What a lovely gift to have been given as a child; the gift of silence and being comfortable in it..
thank you–yes! to listen, and not be cynical, and revise. all of the revisions. i just really looked at that word and it makes so much sense–re vision, to see differently. it was a tremendous gift my parents gave me, silence. they are wonderful people.
Within my Quaker meetings- local, area, yearly- I find a balance. Some people are more focussed on the spiritual aspects of being Quaker, and some more on activism. These may change over time. I have been far more activist than I am now, looking at my inner self and my history. I may be more activist, later.
Thanks Clare! It is interesting to look at the trajectory of life and wonder how mysticism/activism balance over time, as well as within a given Meeting.
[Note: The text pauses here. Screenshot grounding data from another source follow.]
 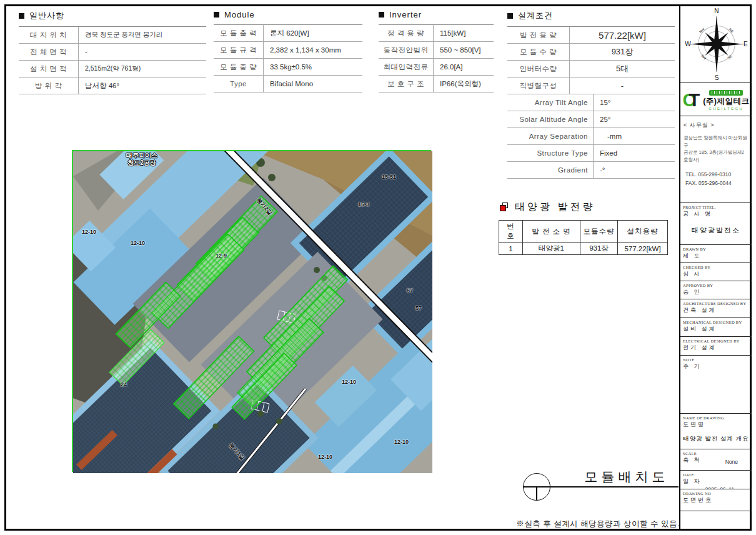 I want to click on title-block: N S W E NW NE SW SE CT (주)제일테크 CHEILTECH, so click(x=715, y=268).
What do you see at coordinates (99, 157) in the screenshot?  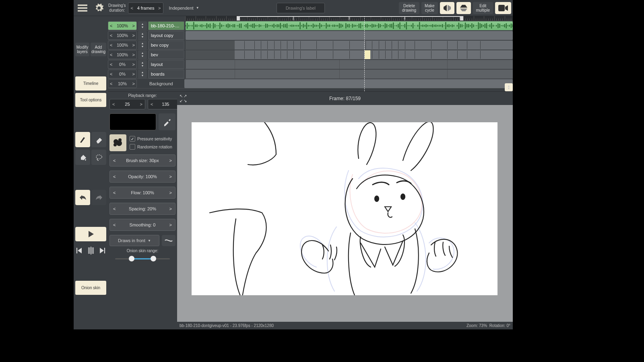 I see `lasso-tool` at bounding box center [99, 157].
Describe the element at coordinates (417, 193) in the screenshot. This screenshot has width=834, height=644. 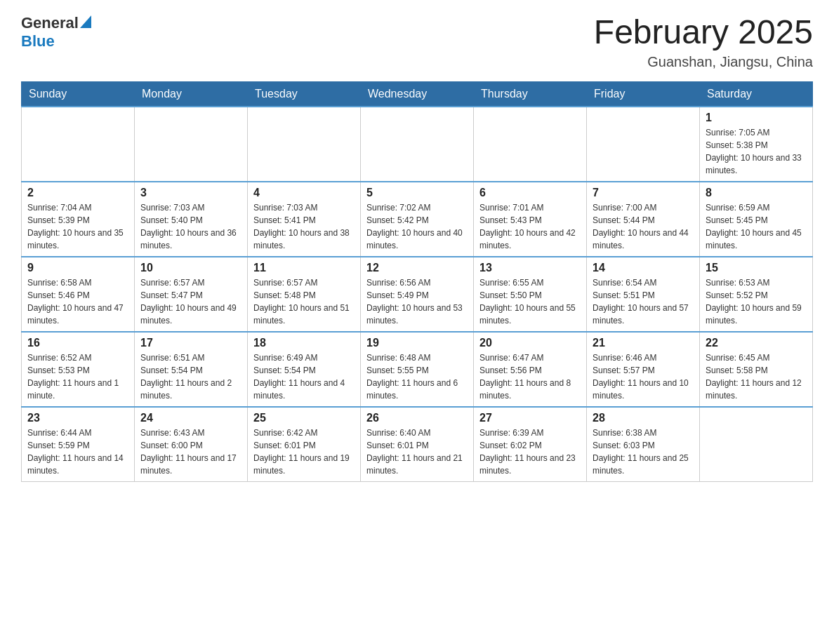
I see `day-number: 5` at that location.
Both feel so vital!
Bearing witness to your thoughts and actions is the only thing that you have in life…your choices. I was raised a Methodist (not all that far removed from Quakers methinks 😉 ) and we had “Be still and know that I am God”. I am not naturally “still” and spend a goodly amount of my time with my mouth in fifth gear without much thought for what is coming out of it. Sometimes when I walk Earl on my own I remember that sacred scrap of text and I stop looking inside myself and look out at the world and remember that the same God that put me right here, right now has surely done so for a reason. I try to give my thoughts and choices the right direction by using the gifted moments of my past where I failed and learned to guide me. It’s all we have but it is incredibly powerful. One persons presence on the earth and the choices that they make.
I am not naturally still either! I think I write almost as a reflex to try and channel some of that restless mental and physical energy…I love your take on past ‘mistakes’ as guidelines for present thoughts…such a beautiful reframing!